BIOGRAPHICAL SKETCHES. IS7
were, neither by birth, education, nor former habits, trained to endure with
much patience the insulta of the rabble, or the provoking petulance of truantboys
and idle debauchees of all descriptions, with whom their occupation brought
them into contact. On the contrary, the tempers of the poor old fellows were
soured by the indignities with which the mob distinguished them on many
occasions, and frequently might have required the soothing strains of the poet
just quoted :-
“ 0 soldiers ! for your ain dear sakes,
For Scotland’s love-the land 0’ cakes,
Gie not her bairns sic deadly paiks,
Wi’ firelock or Lochaber axe,
Nor be sae rude,
As spill their blude.”
“ On all occasions-when holiday licenses some riot or irregularity-a skirmish
with these veterans was a favourite recreation with the rabble of Edinburgh.”
The recollection of many of our readers will enable them to appreciate the
truth of this quotation from the Heart of Mid-Luthian. The “ Town Rats,” when
annually mustered in front of the Parliament House-
“ Wi’ powdered POW an’ shaven beard,”
to do honour to the birth of his Majesty, by a feu de joie-were subject to a
species of torture, peculiarly harassing-dead cats, and every species of “ clarty
unction,” being unsparingly hurled at their devoted heads :
“ ’Mang them fell mony a gawsey snout,
Has gusht in birth-day wars,
Wi‘ blude that day.”
The last vestige of the Town Guard disappeared about the year 1817-a
period particularly fatal to many of the most ancient characteristics of the Old
Town. “ Of late,”) continues the Author of Waverley, “ the gradual diminution
of these civic soldiers reminds one of the abatement of King Lear’s hundred
knights. The edicts of each set of succeeding Magistrates have, like those of
Gonerill and Regan, diminished this venerable band with the similar question-
& What need we five-and-twenty ?-ten 1-r five 9’ And it is now nearly come
to-‘ What need we one 1’ A spectre may indeed here and there still be seen
of an old grey-headed and grey-bearded Highlander, with war-worn features, but
bent double by age : dressed. in an old-fashioned cocked hat, bound with white
tape instead of silver lace ; and in coat, waistcoat, and breeches, of a muddycoloured
red, bearing in his withered hand an ancient weapon, called a Lochaber
axe, namely, a long pole with an axe at the extremity, and a hook at the back
of the hatchet. Such a phantom of former days still creeps, I have been
informed, round the statue of Charles the Second, in the Parliament Square, as
if the image of a Stuart were the last refuge for any memorial of our ancient
The “Heart of Mid-Lothian” was published in 1817.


» **Task details**: In this exercise, the entries below include pictures. Repeat exactly the lines from the line with "Find the location" to the line with "Image resolution: width=1360", including both, but without the pictures.

Stored data entries
--
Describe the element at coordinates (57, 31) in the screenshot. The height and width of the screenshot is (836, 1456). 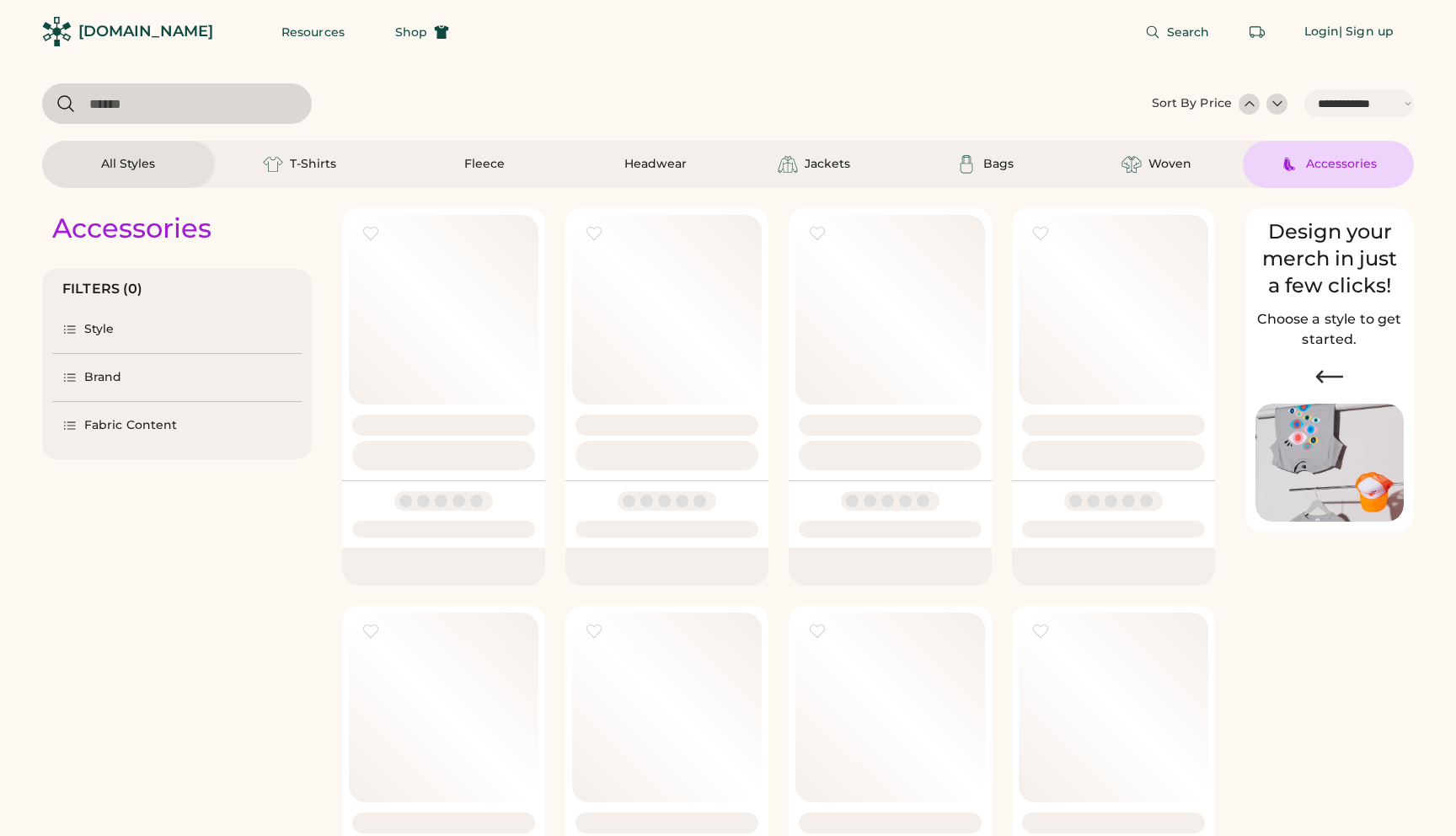
I see `img: Rendered Logo - Screens` at that location.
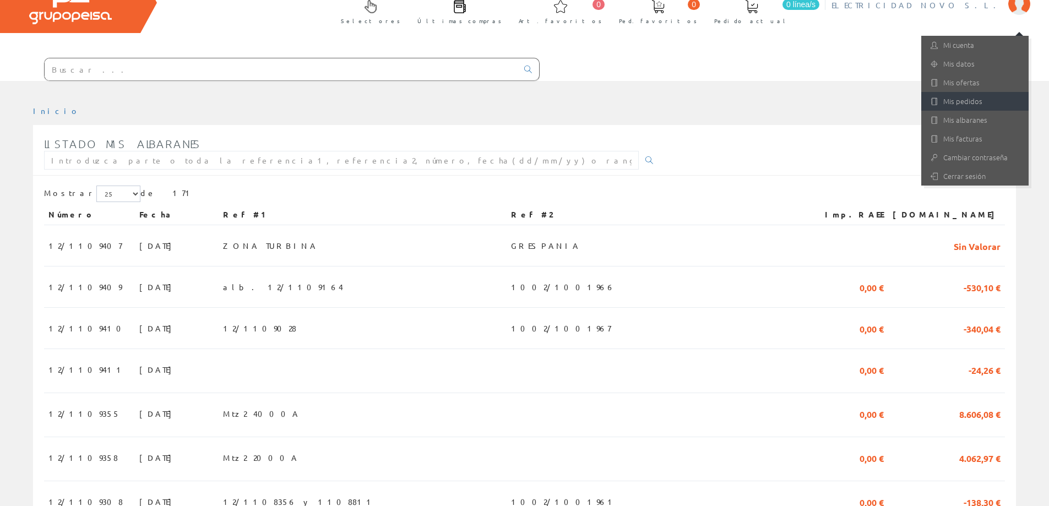 The width and height of the screenshot is (1049, 506). What do you see at coordinates (259, 328) in the screenshot?
I see `span: 12/1109028` at bounding box center [259, 328].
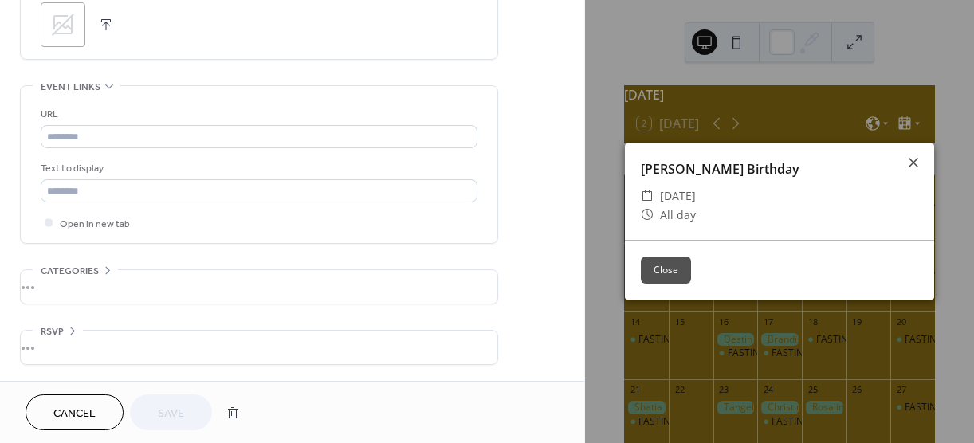 The height and width of the screenshot is (443, 974). I want to click on div: URL, so click(258, 114).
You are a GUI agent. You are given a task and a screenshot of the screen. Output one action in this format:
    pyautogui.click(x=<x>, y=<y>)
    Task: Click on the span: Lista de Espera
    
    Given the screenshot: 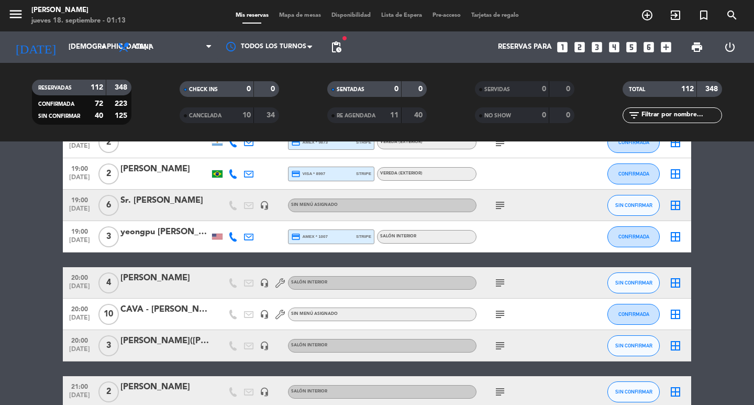 What is the action you would take?
    pyautogui.click(x=402, y=15)
    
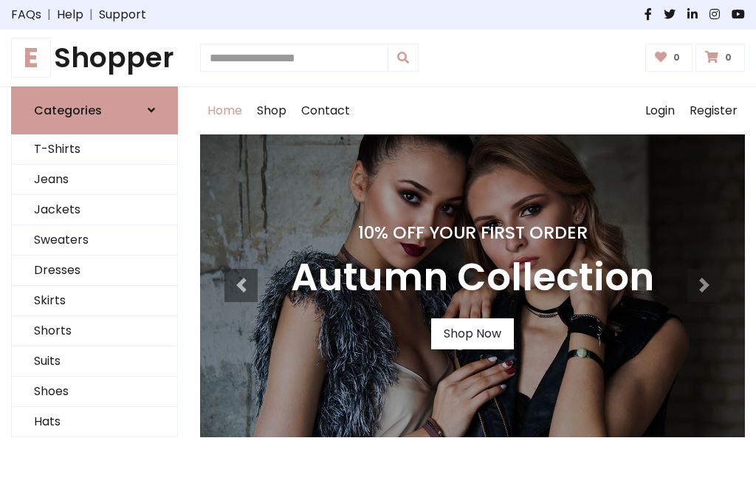 This screenshot has height=486, width=756. I want to click on a: Shoes, so click(94, 391).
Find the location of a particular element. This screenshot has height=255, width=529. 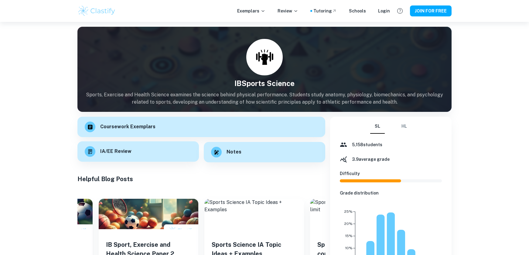

a: Schools is located at coordinates (357, 11).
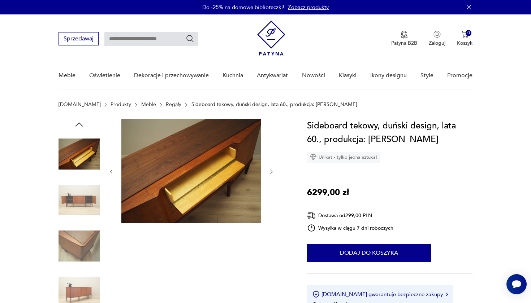  I want to click on button: Patyna B2B, so click(404, 39).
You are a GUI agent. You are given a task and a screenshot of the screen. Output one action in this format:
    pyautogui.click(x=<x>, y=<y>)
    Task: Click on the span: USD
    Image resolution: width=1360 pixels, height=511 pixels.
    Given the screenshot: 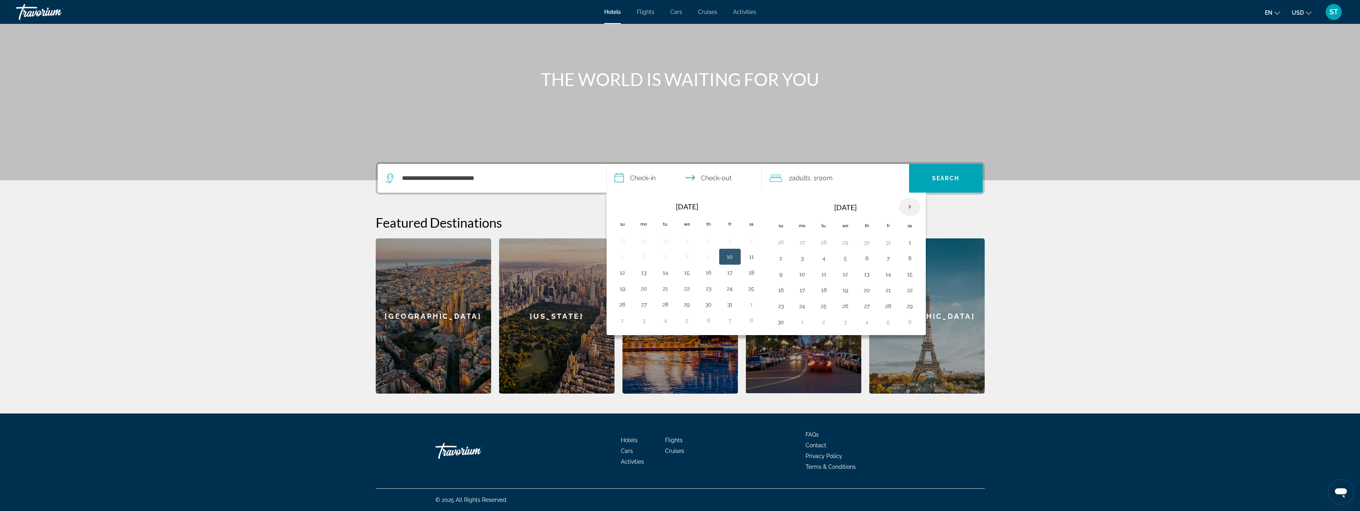 What is the action you would take?
    pyautogui.click(x=1298, y=13)
    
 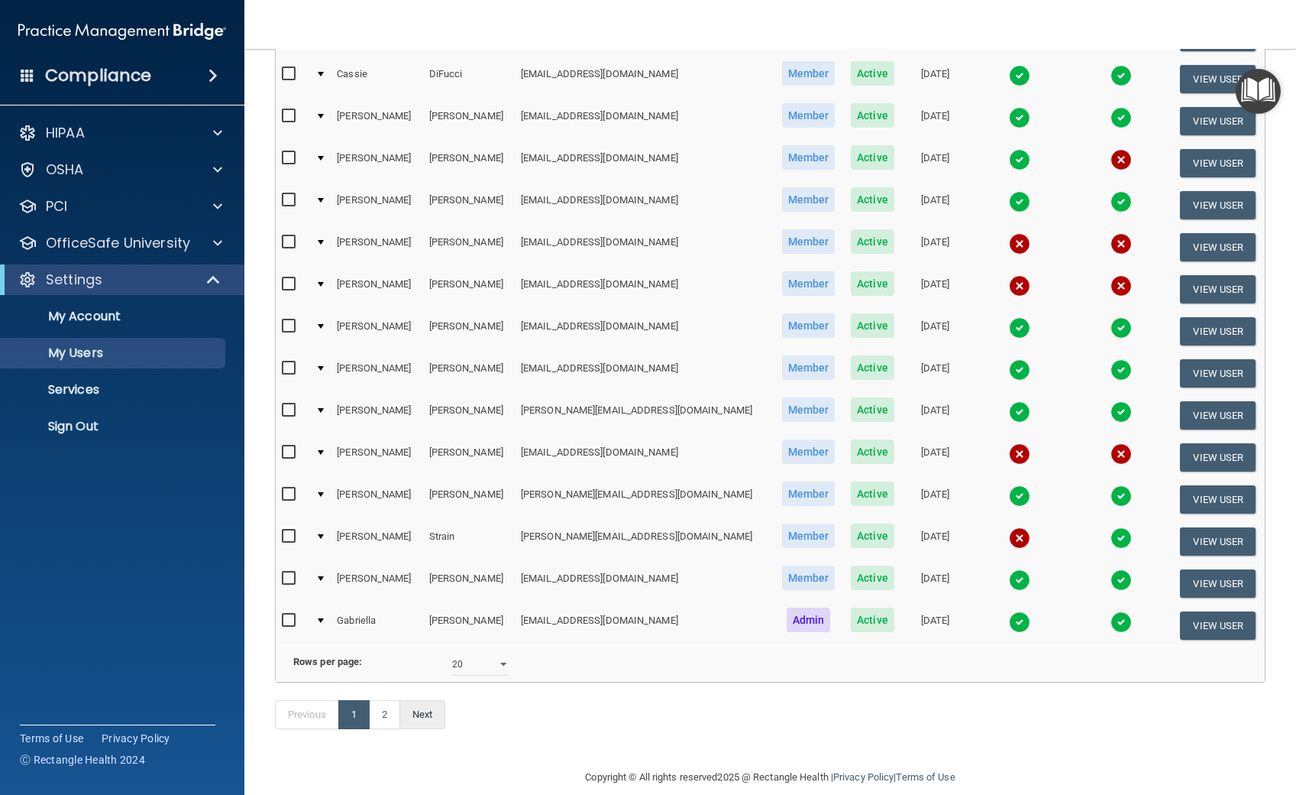 I want to click on td: Strain, so click(x=469, y=541).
--
» **Written response**:
Find the location of a particular element. This screenshot has height=255, width=529. 

a: Schools is located at coordinates (357, 11).
  I want to click on button: Patyna B2B, so click(404, 39).
You are a GUI agent. You are given a task and a screenshot of the screen. Output one action in this format:
    pyautogui.click(x=<x>, y=<y>)
    Task: Click on the span: USD
    Image resolution: width=1360 pixels, height=511 pixels.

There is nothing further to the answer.